We don't use our smartphones for talking as much as we once did, but we are and will increasingly be using them to detect and monitor health risks, from irregular heart rhythms to E. coli bacteria in drinking water, industry experts say. Health app developers initially focused on consumer diet and exercise, said Brian Dolan, editor of Boston-based MobiHealthNews.com, which tracks advances in...
Students don't seem to want to buy e-textbooks. So some schools are simply forcing them. While several colleges across the country are pushing electronic textbooks, touting them as more efficient and less cumbersome than regular textbooks, students are reluctant. E-textbooks still account for only 9% of textbook purchases, says Student Monitor, which researches college student behavior. "How...
Emily Langmead was hesitant when she first heard of free Wi-Fi in the subway. Like many New Yorkers, she wondered what the catch was. But now, she says, she uses it all the time. One month in to wireless service being provided in six New York City subway stations, commuters like Langmead are happy to have chances to connect when their trains head underground and pull into one of the stations...
The platform game abides. It may have the least appealing name imaginable -- see, your character has to jump between platforms -- but in recent years the genre has attracted the interest of a whole posse of young game designers. With hits like "Fez," "Braid" and "Limbo," the platformer is enjoying the kind of attention it hasn't drawn since the heyday of "Super Mario Bros." In "Sound Shapes"...
Phone companies are losing the high-speed Internet game. In the second quarter, the landline phone industry lost broadband subscribers for the first time, as cable companies continued to pile on new household and small business customers, thanks to the higher speeds they offer in most areas. The flow of subscribers from phone companies to cable providers could lead to a de facto monopoly on...

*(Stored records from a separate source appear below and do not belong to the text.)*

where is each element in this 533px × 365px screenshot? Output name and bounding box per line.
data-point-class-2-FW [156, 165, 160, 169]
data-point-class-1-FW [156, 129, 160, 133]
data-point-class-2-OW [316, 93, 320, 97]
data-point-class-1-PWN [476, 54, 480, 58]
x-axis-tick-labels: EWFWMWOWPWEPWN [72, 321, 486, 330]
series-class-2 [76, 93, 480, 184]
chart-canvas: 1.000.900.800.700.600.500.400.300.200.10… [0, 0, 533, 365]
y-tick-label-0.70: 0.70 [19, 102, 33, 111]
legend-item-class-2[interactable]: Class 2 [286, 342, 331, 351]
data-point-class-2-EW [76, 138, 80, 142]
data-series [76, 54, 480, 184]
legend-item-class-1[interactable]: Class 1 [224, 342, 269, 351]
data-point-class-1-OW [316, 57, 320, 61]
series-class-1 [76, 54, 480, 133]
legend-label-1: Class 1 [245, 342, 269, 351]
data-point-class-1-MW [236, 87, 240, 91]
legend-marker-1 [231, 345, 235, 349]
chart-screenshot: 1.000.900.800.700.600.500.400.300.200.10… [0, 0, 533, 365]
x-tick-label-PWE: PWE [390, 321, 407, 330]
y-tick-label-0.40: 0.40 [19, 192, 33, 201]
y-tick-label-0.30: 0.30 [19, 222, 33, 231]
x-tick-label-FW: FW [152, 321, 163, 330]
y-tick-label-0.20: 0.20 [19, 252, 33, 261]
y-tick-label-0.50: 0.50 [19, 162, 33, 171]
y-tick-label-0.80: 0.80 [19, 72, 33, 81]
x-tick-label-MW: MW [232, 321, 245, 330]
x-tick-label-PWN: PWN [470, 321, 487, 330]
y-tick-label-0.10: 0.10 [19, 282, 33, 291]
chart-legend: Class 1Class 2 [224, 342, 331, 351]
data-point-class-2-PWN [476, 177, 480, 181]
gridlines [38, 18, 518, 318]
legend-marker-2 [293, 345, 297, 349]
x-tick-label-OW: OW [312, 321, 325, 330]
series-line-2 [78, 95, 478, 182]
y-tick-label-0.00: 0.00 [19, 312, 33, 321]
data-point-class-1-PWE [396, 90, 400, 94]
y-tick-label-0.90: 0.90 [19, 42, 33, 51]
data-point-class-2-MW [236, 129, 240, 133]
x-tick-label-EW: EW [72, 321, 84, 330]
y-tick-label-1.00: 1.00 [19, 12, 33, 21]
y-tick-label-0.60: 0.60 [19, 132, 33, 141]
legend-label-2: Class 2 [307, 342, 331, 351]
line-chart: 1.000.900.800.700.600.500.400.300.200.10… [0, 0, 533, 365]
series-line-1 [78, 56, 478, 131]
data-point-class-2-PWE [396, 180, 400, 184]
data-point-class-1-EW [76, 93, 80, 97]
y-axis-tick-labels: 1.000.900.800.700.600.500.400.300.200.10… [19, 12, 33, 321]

Using a new comprehensive index designed to assess the benefits to people of healthy oceans, scientists have evaluated the ecological, social, economic, and political conditions for every coastal country in the world. Their findings, published today in the journal Nature, show that the global ocean scores 60 out of 100 overall on the Ocean Health Index. Individual country scores range widely, from...

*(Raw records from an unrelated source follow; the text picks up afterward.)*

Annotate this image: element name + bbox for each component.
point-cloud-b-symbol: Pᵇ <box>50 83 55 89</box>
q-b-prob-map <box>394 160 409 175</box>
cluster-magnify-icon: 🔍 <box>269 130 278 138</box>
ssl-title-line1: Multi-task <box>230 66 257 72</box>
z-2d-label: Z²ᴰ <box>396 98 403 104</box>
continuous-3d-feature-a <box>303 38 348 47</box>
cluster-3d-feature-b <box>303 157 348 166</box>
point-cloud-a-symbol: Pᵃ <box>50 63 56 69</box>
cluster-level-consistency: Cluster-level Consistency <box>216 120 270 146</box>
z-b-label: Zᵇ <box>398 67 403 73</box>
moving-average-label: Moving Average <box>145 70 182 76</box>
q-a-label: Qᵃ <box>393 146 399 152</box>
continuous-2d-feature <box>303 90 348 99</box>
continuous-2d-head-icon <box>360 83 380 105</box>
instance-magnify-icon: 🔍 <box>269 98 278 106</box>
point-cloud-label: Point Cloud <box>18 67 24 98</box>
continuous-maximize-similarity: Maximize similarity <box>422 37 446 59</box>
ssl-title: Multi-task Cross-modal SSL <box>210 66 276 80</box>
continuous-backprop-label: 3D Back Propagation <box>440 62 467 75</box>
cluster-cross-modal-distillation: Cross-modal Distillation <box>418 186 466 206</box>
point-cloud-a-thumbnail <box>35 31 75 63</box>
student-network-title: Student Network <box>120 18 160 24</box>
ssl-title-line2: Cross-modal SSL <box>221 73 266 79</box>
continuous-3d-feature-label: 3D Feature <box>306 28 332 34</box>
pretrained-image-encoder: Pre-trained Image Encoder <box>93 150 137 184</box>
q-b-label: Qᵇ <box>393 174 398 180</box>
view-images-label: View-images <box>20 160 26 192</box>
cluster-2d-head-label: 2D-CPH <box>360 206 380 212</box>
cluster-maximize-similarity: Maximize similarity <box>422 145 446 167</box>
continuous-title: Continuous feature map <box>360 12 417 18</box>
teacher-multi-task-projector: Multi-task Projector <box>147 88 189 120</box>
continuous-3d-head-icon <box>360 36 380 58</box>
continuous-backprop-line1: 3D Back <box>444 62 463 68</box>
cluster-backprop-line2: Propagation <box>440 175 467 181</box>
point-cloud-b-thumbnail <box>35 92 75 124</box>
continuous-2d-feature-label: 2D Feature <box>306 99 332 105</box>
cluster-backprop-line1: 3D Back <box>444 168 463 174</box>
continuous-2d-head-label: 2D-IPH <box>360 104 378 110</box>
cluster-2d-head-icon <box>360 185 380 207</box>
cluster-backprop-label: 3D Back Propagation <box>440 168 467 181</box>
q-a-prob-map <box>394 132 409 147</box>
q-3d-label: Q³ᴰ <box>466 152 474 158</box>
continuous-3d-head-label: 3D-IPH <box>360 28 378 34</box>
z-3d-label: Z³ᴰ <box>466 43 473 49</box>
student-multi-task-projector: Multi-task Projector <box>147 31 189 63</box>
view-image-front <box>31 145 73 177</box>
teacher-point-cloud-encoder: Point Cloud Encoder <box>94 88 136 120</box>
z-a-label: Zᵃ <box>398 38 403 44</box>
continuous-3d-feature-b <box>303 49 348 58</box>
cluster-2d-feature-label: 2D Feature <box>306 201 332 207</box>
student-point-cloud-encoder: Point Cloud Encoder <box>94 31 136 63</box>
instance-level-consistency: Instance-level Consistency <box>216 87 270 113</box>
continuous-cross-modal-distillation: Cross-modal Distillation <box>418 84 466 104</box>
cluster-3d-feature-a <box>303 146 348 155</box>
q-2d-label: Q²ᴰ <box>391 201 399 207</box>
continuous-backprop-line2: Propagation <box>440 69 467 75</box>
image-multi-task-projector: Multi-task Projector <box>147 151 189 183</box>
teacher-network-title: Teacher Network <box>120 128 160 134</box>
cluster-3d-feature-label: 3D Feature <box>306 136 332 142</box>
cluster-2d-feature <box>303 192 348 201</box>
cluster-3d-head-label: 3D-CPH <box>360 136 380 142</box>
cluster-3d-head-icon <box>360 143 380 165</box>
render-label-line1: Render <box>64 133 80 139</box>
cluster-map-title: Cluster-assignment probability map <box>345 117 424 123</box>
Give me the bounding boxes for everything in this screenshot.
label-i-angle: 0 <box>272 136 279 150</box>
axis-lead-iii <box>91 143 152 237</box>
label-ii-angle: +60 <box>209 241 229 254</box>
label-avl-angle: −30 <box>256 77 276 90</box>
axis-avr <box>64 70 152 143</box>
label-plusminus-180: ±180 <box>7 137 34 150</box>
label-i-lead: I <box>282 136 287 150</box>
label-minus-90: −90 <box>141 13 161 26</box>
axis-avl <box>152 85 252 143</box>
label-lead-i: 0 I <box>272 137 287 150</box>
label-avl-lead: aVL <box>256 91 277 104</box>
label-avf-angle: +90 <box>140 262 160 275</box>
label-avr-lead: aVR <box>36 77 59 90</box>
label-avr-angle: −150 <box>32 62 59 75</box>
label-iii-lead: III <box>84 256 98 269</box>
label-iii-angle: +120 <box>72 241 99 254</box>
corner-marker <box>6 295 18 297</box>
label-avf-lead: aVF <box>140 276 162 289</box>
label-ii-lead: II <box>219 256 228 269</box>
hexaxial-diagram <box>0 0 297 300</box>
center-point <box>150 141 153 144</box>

Asian nations must act quickly to protect their cities from flooding and other natural disasters as rapid urbanisation raises environmental risks, the Asian Development Bank said Wednesday.
(Phys.org) -- Researchers in Britain have found that migrating pink-footed geese have altered the path they take when returning to the UK to winter after flying southeast from Iceland, due to the construction of a wind farm. The study, conducted by Pawel Plonczkier and Ian Simms of Britain's Food and Environment Research Agency was held over a four year period using radar following the final...

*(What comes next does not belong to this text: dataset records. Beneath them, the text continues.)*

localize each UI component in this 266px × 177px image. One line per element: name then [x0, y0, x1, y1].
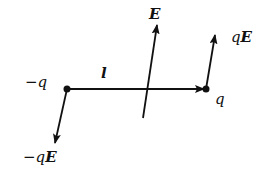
force-neg-qE-E: E: [45, 148, 56, 166]
force-qE-q: q: [231, 28, 241, 46]
neg-charge-dot: [64, 86, 71, 93]
force-neg-qE-q: −q: [23, 148, 45, 166]
force-qE-arrow: [206, 35, 215, 89]
separation-label: l: [101, 66, 107, 81]
pos-charge-label: q: [215, 92, 225, 107]
pos-charge-dot: [203, 86, 210, 93]
force-neg-qE-label: −qE: [23, 150, 57, 165]
force-neg-qE-arrow: [55, 89, 67, 143]
dipole-diagram: −q q l E qE −qE: [0, 0, 266, 177]
force-qE-E: E: [241, 28, 252, 46]
field-label: E: [149, 7, 160, 22]
force-qE-label: qE: [231, 30, 252, 45]
neg-charge-label: −q: [25, 75, 47, 90]
field-E-arrow: [143, 25, 157, 118]
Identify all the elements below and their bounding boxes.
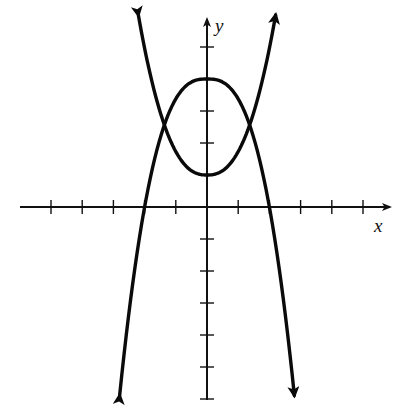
x-axis: x [20,200,390,236]
y-axis-label: y [213,15,224,36]
graph-canvas: x y [0,0,399,409]
x-axis-label: x [373,215,383,236]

(AP) The blue iguana has lived on the rocky shores of Grand Cayman for at least a couple of million years, preening like a miniature turquoise dragon as it soaked in the sun or sheltered inside crevices. Yet having survived everything from tropical hurricanes to ice ages, it was driven to near-extinction by dogs, cats and cars.
Snakes are highly specialized legless animals, which have evolved around 150 Million years ago. Although without extremities their body is exposed to constant friction forces. The PhD-Student Marie-Christin Klein and Professor Stanislav Gorb of Kiel University found out how snake skin is adapted to legless locomotion. The skin is stiff and hard on the outside and becomes soft and flexible towards...
(Phys.org) -- Amid policy debate over potential liquefied natural gas (LNG) exports from the United States, a new paper from Rice University's Baker Institute for Public Policy predicts the long-term volume of exports from the U.S. will not likely be very large. The paper also argues that the impact on U.S. domestic natural gas prices will not be large if exports are allowed by the U.S government.
(Phys.org) -- Last spring private industry successfully sent a spacecraft carrying cargo to the International Space Station. Now the race is on to see which company will be the first to make commercial human spaceflight a reality.